7. The method for predicting compound ionization efficiency according to claim 1, characterized in that, The correction neural network includes a context encoding module, a gated output head, a bias output head, a sample scaling output head, and an auxiliary prediction head. The context encoding module consists of two or more fully connected layers, with a non-linear activation function ReLU used between the two fully connected layers. The context encoding module processes the input context features h... i Mapped to implicit representation u i The gated output head, bias output head, and sample scaling output head respectively handle the implicit representation u i Generate correction parameters: multiplicative gating coefficient vector signed gate,i Additive bias coefficient vector bias i Sample scaling factor scale,i .
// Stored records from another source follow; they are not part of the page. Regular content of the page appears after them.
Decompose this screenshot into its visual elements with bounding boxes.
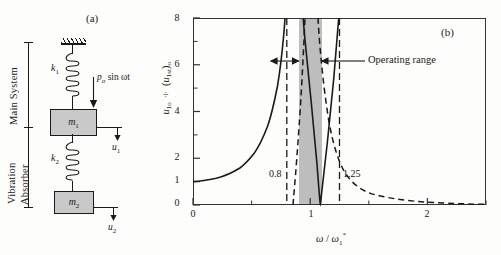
curve-with-absorber-right: [303, 18, 339, 204]
boundary-label-high: 1.25: [343, 168, 361, 179]
spring-k1: [62, 53, 84, 99]
operating-range-arrows: [271, 58, 365, 64]
boundary-label-low: 0.8: [269, 168, 282, 179]
bracket-tick-bottom: [24, 207, 33, 208]
spring-k2: [62, 142, 84, 184]
rod-spring2-to-mass2: [72, 181, 73, 191]
boundary-lines: [287, 18, 340, 205]
panel-a-label: (a): [86, 12, 98, 24]
fixed-support-hatching: [61, 43, 86, 45]
x-axis-label: ω / ω1*: [316, 231, 346, 247]
displacement-u1-label: u1: [112, 142, 120, 155]
operating-range-label: Operating range: [368, 54, 436, 65]
curve-with-absorber: [193, 18, 285, 182]
mass-m2-label: m2: [69, 196, 80, 210]
y-major-ticks: [193, 18, 200, 205]
y-tick-label-2: 2: [170, 151, 184, 162]
x-tick-label-2: 2: [420, 208, 434, 219]
x-tick-label-0: 0: [186, 208, 200, 219]
y-tick-label-0: 0: [170, 197, 184, 208]
y-tick-label-8: 8: [170, 12, 184, 23]
mass-m1-block: m1: [50, 109, 97, 136]
panel-a: (a) Main System Vibration Absorber k1 po…: [0, 0, 501, 2]
spring-k1-label: k1: [51, 62, 59, 76]
bracket-tick-mid: [24, 127, 33, 128]
mass-m2-block: m2: [54, 191, 94, 214]
mass-m1-label: m1: [68, 116, 79, 130]
force-label: po sin ωt: [97, 72, 130, 85]
displacement-u2-label: u2: [108, 222, 116, 235]
figure-root: (a) Main System Vibration Absorber k1 po…: [0, 0, 501, 255]
x-tick-label-1: 1: [304, 208, 318, 219]
plot-curves: [193, 18, 486, 205]
y-tick-label-6: 6: [170, 58, 184, 69]
panel-b-label: (b): [441, 26, 454, 38]
rod-spring1-to-mass1: [72, 96, 73, 109]
displacement-u1-arrow: [113, 128, 122, 142]
y-minor-ticks: [193, 41, 198, 134]
bracket-label-absorber: Absorber: [19, 141, 30, 205]
bracket-tick-top: [24, 42, 33, 43]
y-tick-label-1: 1: [170, 174, 184, 185]
plot-area: 0.8 1.25 Operating range (b): [193, 18, 486, 205]
y-tick-label-4: 4: [170, 105, 184, 116]
x-major-ticks: [193, 198, 427, 205]
bracket-label-main-system: Main System: [8, 45, 19, 125]
bracket-label-vibration: Vibration: [6, 140, 17, 204]
displacement-u2-arrow: [109, 208, 118, 222]
curve-without-absorber-left: [293, 18, 305, 205]
spring-k2-label: k2: [51, 152, 59, 166]
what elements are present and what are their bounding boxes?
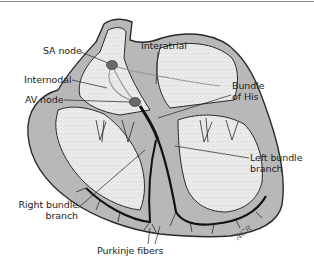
label-interatrial: Interatrial — [141, 40, 187, 51]
label-sa-node: SA node — [43, 45, 82, 56]
label-internodal: Internodal — [24, 74, 71, 85]
label-left-bundle-1: Left bundle — [250, 152, 302, 163]
label-av-node: AV node — [25, 94, 63, 105]
label-bundle-of-his-2: of His — [232, 91, 258, 102]
label-right-bundle-2: branch — [18, 210, 78, 221]
label-right-bundle-1: Right bundle — [18, 199, 78, 210]
label-purkinje-fibers: Purkinje fibers — [97, 245, 163, 256]
left-atrium — [157, 43, 238, 108]
label-left-bundle-2: branch — [250, 163, 282, 174]
sa-node — [107, 61, 118, 70]
av-node — [130, 98, 141, 107]
label-bundle-of-his-1: Bundle — [232, 80, 264, 91]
8. The method for predicting compound ionization efficiency according to claim 7, characterized in that, The correction parameters are used to stabilize the feature vector x. i Perform nonlinear correction to obtain the intermediate correction eigenvector x. corr,i : x corr,i = x i ⊙ [1 + α ×sample scale,i × signed gate,i ] + β × sample scale,i ×bias i , Where ⊙ represents element-wise multiplication, and α and β are preset correction magnitude hyperparameters; Introducing trust weight i For the intermediate correction eigenvector x corr,i Further correction yields the corrected eigenvector x. mix,i : x mix,i = (1 - n) eff,i ) × x i + the eff,i × x corr,i ,or eff,i = η × trust i γ , trust i = (0.75+0.25·r mol )·(0.65+0.35·r miss )·(0.80+0.20·r cnt )·(0.70+0.30·r cons ), r mol = mol valid,i ;r miss = 1 - tree missing,i ;r cnt =min{log(1+tree count,i ) / log4,1};r cons =[clip(tree consistency,i ,-1,1)+1] / 2, Where η is the fusion intensity hyperparameter, γ is the credibility modulation hyperparameter, and mol valid,i The quality factor that can be correctly normalized and resolved from the simplified molecular linear input canonicalization of the target compound; missing,i A quality factor characterizing whether a target compound has available fragmented tree information; tree count,i The mass factor for the number of fragmented trees can be used to characterize the target compound; tree consistency,i A quality factor characterizing the consistency among the statistical vectors of multiple fragmented trees of a target compound.
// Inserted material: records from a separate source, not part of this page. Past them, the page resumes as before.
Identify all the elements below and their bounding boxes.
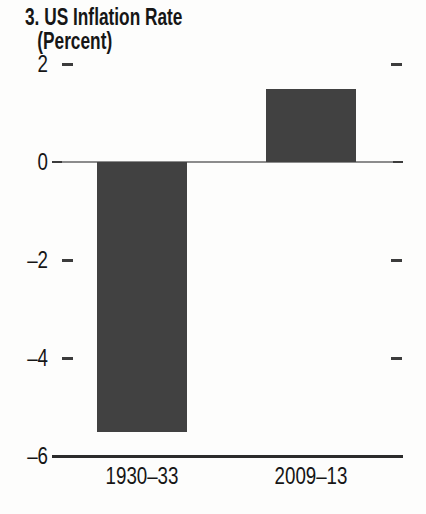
y-tick-label: 0: [11, 149, 48, 175]
chart-title: 3. US Inflation Rate: [25, 5, 182, 29]
y-tick-mark-left: [62, 259, 73, 262]
zero-line-right-cap: [393, 161, 403, 163]
bar-2009-13: [266, 89, 356, 163]
zero-line-left-cap: [52, 161, 62, 163]
y-tick-mark-right: [391, 259, 402, 262]
y-tick-label: –4: [11, 345, 48, 371]
y-tick-mark-right: [391, 357, 402, 360]
y-tick-label: –2: [11, 247, 48, 273]
bar-1930-33: [97, 162, 187, 432]
chart-unit-label: (Percent): [25, 29, 182, 53]
x-axis-line: [52, 455, 403, 458]
y-tick-label: 2: [11, 51, 48, 77]
y-tick-label: –6: [11, 443, 48, 469]
y-tick-mark-right: [391, 63, 402, 66]
figure-canvas: 3. US Inflation Rate (Percent) 20–2–4–61…: [0, 0, 426, 514]
x-tick-label: 1930–33: [87, 463, 196, 489]
y-tick-mark-left: [62, 357, 73, 360]
chart-title-block: 3. US Inflation Rate (Percent): [25, 5, 182, 53]
x-tick-label: 2009–13: [256, 463, 365, 489]
y-tick-mark-left: [62, 63, 73, 66]
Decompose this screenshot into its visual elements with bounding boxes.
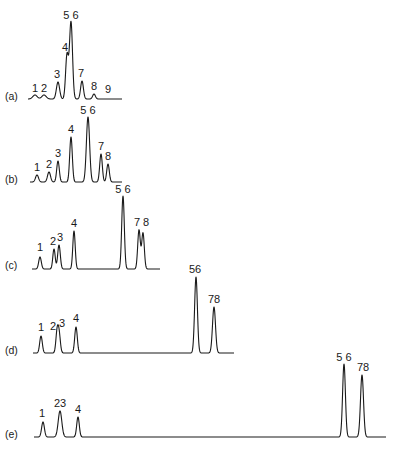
peak-label: 4 [73, 312, 79, 324]
peak-label: 4 [68, 123, 74, 135]
peak-label: 2 [50, 320, 56, 332]
peak-label: 3 [59, 317, 65, 329]
panel-label: (d) [5, 344, 18, 356]
trace-line [33, 277, 234, 353]
peak-label: 23 [54, 397, 66, 409]
panel-label: (b) [5, 173, 18, 185]
chromatogram-c: (c)12345 678 [5, 183, 160, 271]
peak-label: 5 6 [115, 183, 130, 195]
peak-label: 8 [143, 216, 149, 228]
peak-label: 1 [39, 407, 45, 419]
peak-label: 4 [62, 41, 68, 53]
peak-label: 1 [34, 161, 40, 173]
peak-label: 3 [57, 231, 63, 243]
peak-label: 8 [91, 80, 97, 92]
peak-label: 3 [54, 68, 60, 80]
trace-line [32, 196, 160, 269]
panel-label: (e) [5, 428, 18, 440]
peak-label: 78 [208, 293, 220, 305]
peak-label: 78 [357, 361, 369, 373]
panel-label: (c) [5, 259, 17, 271]
peak-label: 8 [105, 150, 111, 162]
peak-label: 4 [75, 403, 81, 415]
peak-label: 56 [189, 263, 201, 275]
peak-label: 5 6 [336, 351, 351, 363]
chromatogram-d: (d)12345678 [5, 263, 234, 356]
peak-label: 7 [78, 67, 84, 79]
panel-label: (a) [5, 90, 18, 102]
peak-label: 9 [105, 83, 111, 95]
peak-label: 1 [38, 321, 44, 333]
peak-label: 5 6 [63, 9, 78, 21]
peak-label: 1 [32, 82, 38, 94]
chromatogram-figure: (a)12345 6789(b)12345 678(c)12345 678(d)… [0, 0, 396, 454]
peak-label: 3 [55, 147, 61, 159]
peak-label: 2 [41, 82, 47, 94]
chromatogram-panels: (a)12345 6789(b)12345 678(c)12345 678(d)… [5, 9, 386, 440]
peak-label: 1 [37, 241, 43, 253]
chromatogram-e: (e)12345 678 [5, 351, 386, 440]
peak-label: 4 [71, 217, 77, 229]
peak-label: 7 [134, 216, 140, 228]
peak-label: 2 [50, 235, 56, 247]
peak-label: 7 [98, 140, 104, 152]
peak-label: 2 [46, 158, 52, 170]
trace-line [34, 364, 386, 437]
peak-label: 5 6 [80, 104, 95, 116]
chromatogram-a: (a)12345 6789 [5, 9, 122, 102]
chromatogram-b: (b)12345 678 [5, 104, 122, 185]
9. The method for predicting compound ionization efficiency according to claim 1, characterized in that, The CatBoost regression model is a gradient boosting model composed of multiple regression decision trees integrated additively, and it takes the correction feature vector as input features and outputs an ionization efficiency prediction.

10. The method for predicting compound ionization efficiency according to claim 1, characterized in that, During the training process, the set of corrected features is divided into a training set, a validation set, and a test set based on the chemical spatial diversity of the compound structure.